How Do We Help or Can We help?

Dear Editor,

The following is an excerpt from an editorial by Will Ferguson (award winning author) (Calgary Herald). “We have emptied the asylums-but to what effect? The other extreme, after all, is equally fatal. Mental illness is real. It is not a “lifestyle”, it is not a “choice”. Those who would treat it as such run the risk of enabling the mentally ill to death, illness requires treatment. The great cruelty of mental illness is that it attacks the very decision-making process required for assistance.”

Again, it is good to be reminded that the mentally ill are by far the most marginalized group in Canadian society. Their families are often exhausted, both emotionally and at times, financially. The increase in AISH payments to the mentally ill are helpful, but the real problem, that of untreated mental illness remains untouched. Our laws state that once a person turns 18, they may not be committed unless they are threatening to hurt themselves or someone else. Often, by the time the police are alerted, it is too late, another mentally ill individual has ended his/her life by an “accidental” overdose of prescription or street drugs. The family is left to drive alone, the misunderstood mentally ill person, just another statistic.

How do we help or can we help? The first step is to stop judging. Unless you have or have had a mentally ill family member, you cannot begin to comprehend the anguish these families experience. The calls at all hours of the day or night, the risk of homelessness because the rent money went somewhere else, the intervention by police, who aren’t trained to deal with the mentally ill; the admissions to hospital, the doctor’s reports; an endless maze with little light at the end of the tunnel.

Compassion is the key that unlocks the door to hope. Never stop caring. Sometimes the tiniest gesture can revive a flickering candle.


### ASSIGNED TASK
If a line in the entries contains the word "cotyledons", list it.

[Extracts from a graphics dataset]
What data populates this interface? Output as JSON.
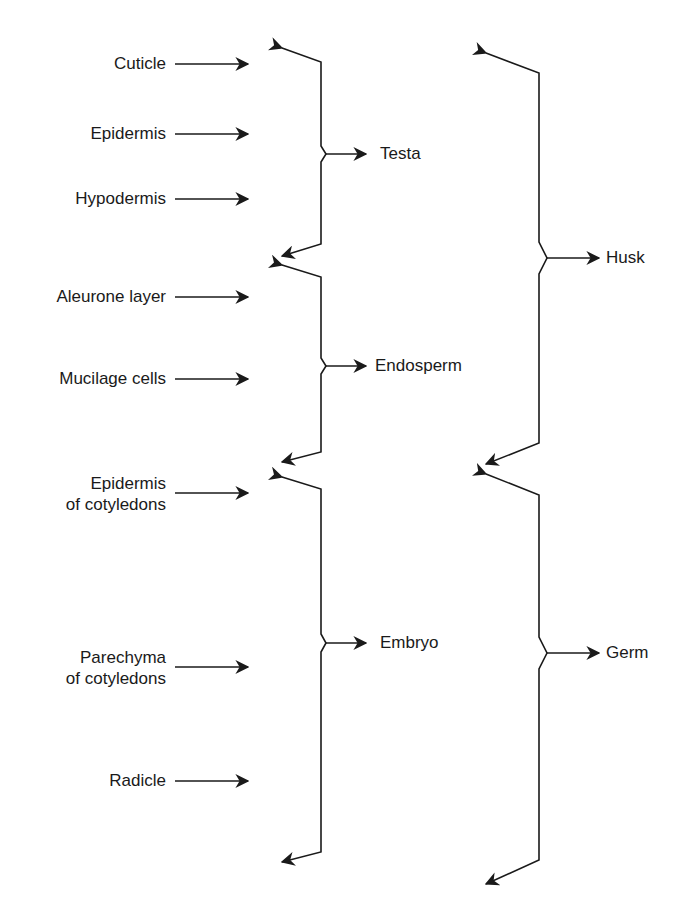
{
  "tissues": [
    {
      "id": "cuticle",
      "label": "Cuticle",
      "lines": [
        "Cuticle"
      ],
      "group": "Testa"
    },
    {
      "id": "epidermis",
      "label": "Epidermis",
      "lines": [
        "Epidermis"
      ],
      "group": "Testa"
    },
    {
      "id": "hypodermis",
      "label": "Hypodermis",
      "lines": [
        "Hypodermis"
      ],
      "group": "Testa"
    },
    {
      "id": "aleurone",
      "label": "Aleurone layer",
      "lines": [
        "Aleurone layer"
      ],
      "group": "Endosperm"
    },
    {
      "id": "mucilage",
      "label": "Mucilage cells",
      "lines": [
        "Mucilage cells"
      ],
      "group": "Endosperm"
    },
    {
      "id": "epidermis-cotyledons",
      "label": "Epidermis of cotyledons",
      "lines": [
        "Epidermis",
        "of cotyledons"
      ],
      "group": "Embryo"
    },
    {
      "id": "parechyma-cotyledons",
      "label": "Parechyma of cotyledons",
      "lines": [
        "Parechyma",
        "of cotyledons"
      ],
      "group": "Embryo"
    },
    {
      "id": "radicle",
      "label": "Radicle",
      "lines": [
        "Radicle"
      ],
      "group": "Embryo"
    }
  ],
  "groups": [
    {
      "id": "testa",
      "label": "Testa",
      "parent": "Husk"
    },
    {
      "id": "endosperm",
      "label": "Endosperm",
      "parent": "Husk"
    },
    {
      "id": "embryo",
      "label": "Embryo",
      "parent": "Germ"
    }
  ],
  "parents": [
    {
      "id": "husk",
      "label": "Husk",
      "children": [
        "Testa",
        "Endosperm"
      ]
    },
    {
      "id": "germ",
      "label": "Germ",
      "children": [
        "Embryo"
      ]
    }
  ],
  "colors": {
    "line": "#1a1a1a",
    "background": "#ffffff"
  }
}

### RESULT FOR THIS EXERCISE
      "id": "epidermis-cotyledons",
      "label": "Epidermis of cotyledons",
        "of cotyledons"
      "id": "parechyma-cotyledons",
      "label": "Parechyma of cotyledons",
        "of cotyledons"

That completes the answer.